Official gh-action-pip-audit: fails any vuln.

GitLab CI: .gitlab-ci.yml

audit:\n  stage: test\n  image: python:3.12-slim\n  script:\n    - name: Install pip-tools and pip-audit\n      pip install pip-tools pip-audit
    - name: Compile pinned requirements\n      pip-compile requirements.in --generate-hashes\n    - name: Run pip-audit JSON\n      pip-audit -r requirements.txt --format=json > audit.json || true\n    - name: Check for critical/high vulns (keyword approx)\n      |\n        if grep -qiE "critical|high severity|CVSS [7-9]|CVSS 10" audit.json; then
        echo "Critical/High vulns! Failing build."
        exit 1
      fi
  rules:
    - changes:
      - requirements.in
      - pyproject.toml

Jenkins Pipeline

pipeline {\n  agent any\n  stages {\n    stage('Python Security Audit') {\n      steps {\n        sh '''\n          # Install tools (pipx preferred, but pipx may need setup in agent)
          pipx install pip-audit\n          pip-audit -r requirements.txt --format=json > audit.json\n          # Fail on critical/high keywords (tune as needed)\n          if grep -qiE "critical|high severity|CVSS [7-9]|CVSS 10" audit.json; then
            echo "Failing: critical/high vulns"
            exit 1
          fi
        '''
      }
    }
  }
}

Ignore Low/Medium Vulns

> Tip: pip-audit draws from PyPA advisory database.
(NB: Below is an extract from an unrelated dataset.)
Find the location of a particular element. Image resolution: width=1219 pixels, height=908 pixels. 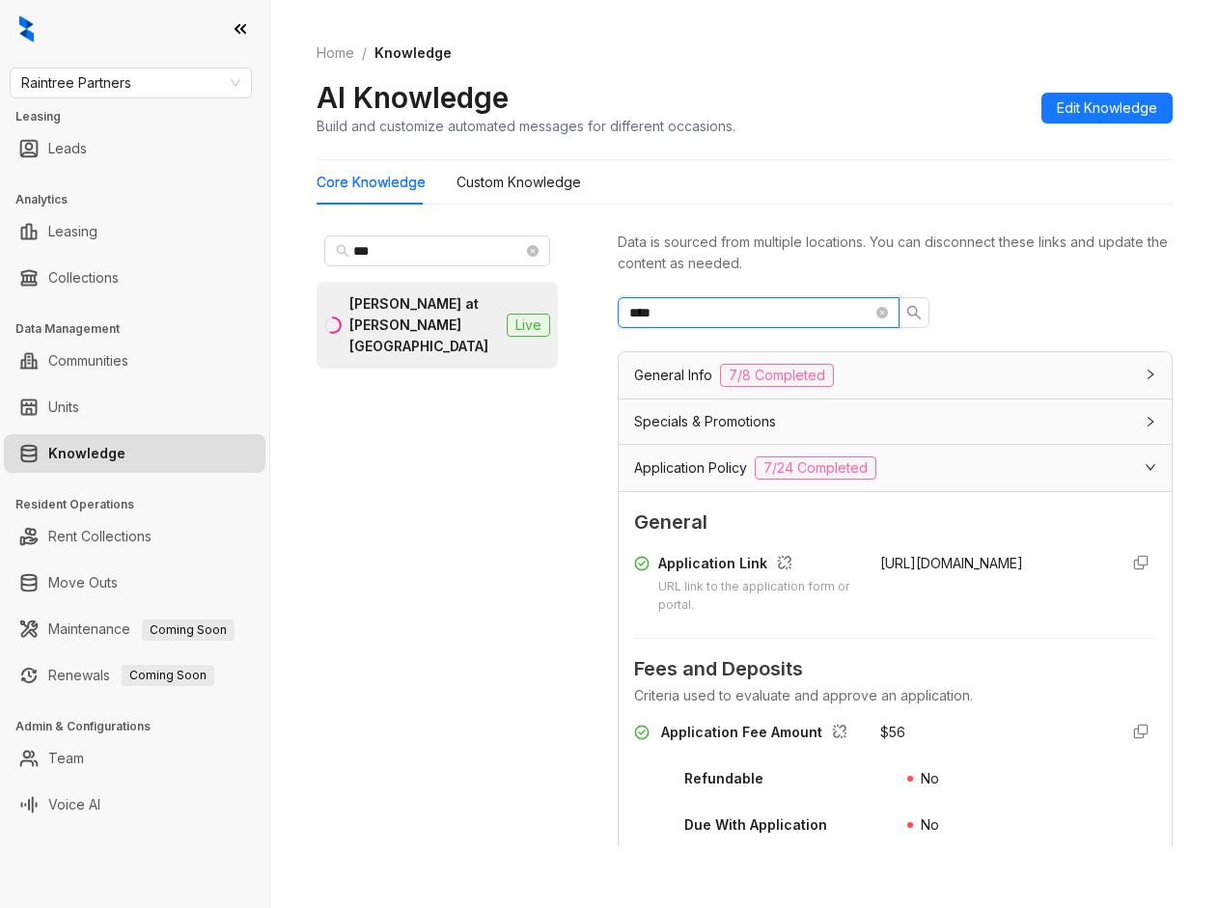

li: Leasing is located at coordinates (134, 232).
For acceptable risks or false positives (e.g., resolved pytest issues), use --ignore-vuln ID.\n\nbash\n$ pip-audit -r requirements.txt --ignore-vuln GHSA-w596-4wvx-j9j6\n\n\nGenerate ignore file (review candidates):\n\nbash\n$ pip-audit -r requirements.txt --format=json | jq -r '.[]?.vulns?[]?.id // empty' | sort -u &gt; candidate-ignores.txt\n# Edit/review, rename to .pip-audit-ignores.txt, commit with comments\n\n\nLoad in CI: --ignore-vuln-file .pip-audit-ignores.txt

Commit .pip-audit-ignores.txt:

GHSA-w596-4wvx-j9j6  # pytest noise
PYSEC-2023-123  # Low impact

Load: pip-audit -r requirements.txt --ignore-vuln-file .pip-audit-ignores.txt

Troubleshooting

IssueFix
No vulns but failsUnpinned deps—pin via 16
jq/grep false posCustomize regex; use full OSV API for CVSS
Slow audits--no-deps + pinned/hashed reqs
Third-party index--index-url / --extra-index-url
Ignore not workingUse aliases CVE/GHSA

Alternative: Safety CLI\n\nSafety provides native severity-based failing:\n\nbash\n$ safety check --full-report -r requirements.txt --fail-on=CRITICAL,HIGH\n\n\nPros: Built-in CVSS parsing (no scripts), enterprise dashboards (Safety Pro).\nCons: Core free, advanced features paid; pip-audit is FOSS with PyPA backing.\n\nUse Safety if you need precise severity without custom logic; pip-audit for open-source simplicity.

Conclusion

With pip-audit and severity filtering, you can effectively gate critical and high vulnerabilities in your Python CI/CD pipelines while managing noise through ignores. Of course, regularly review and update your ignore list. For reproducible environments, see article 15 on uv/pip-sync.

Related:

Questions? Drop your CI yaml below.

Sponsored by Durable Programming

Need help maintaining or upgrading your Python application? Durable Programming specializes in keeping Python apps secure, performant, and up-to-date.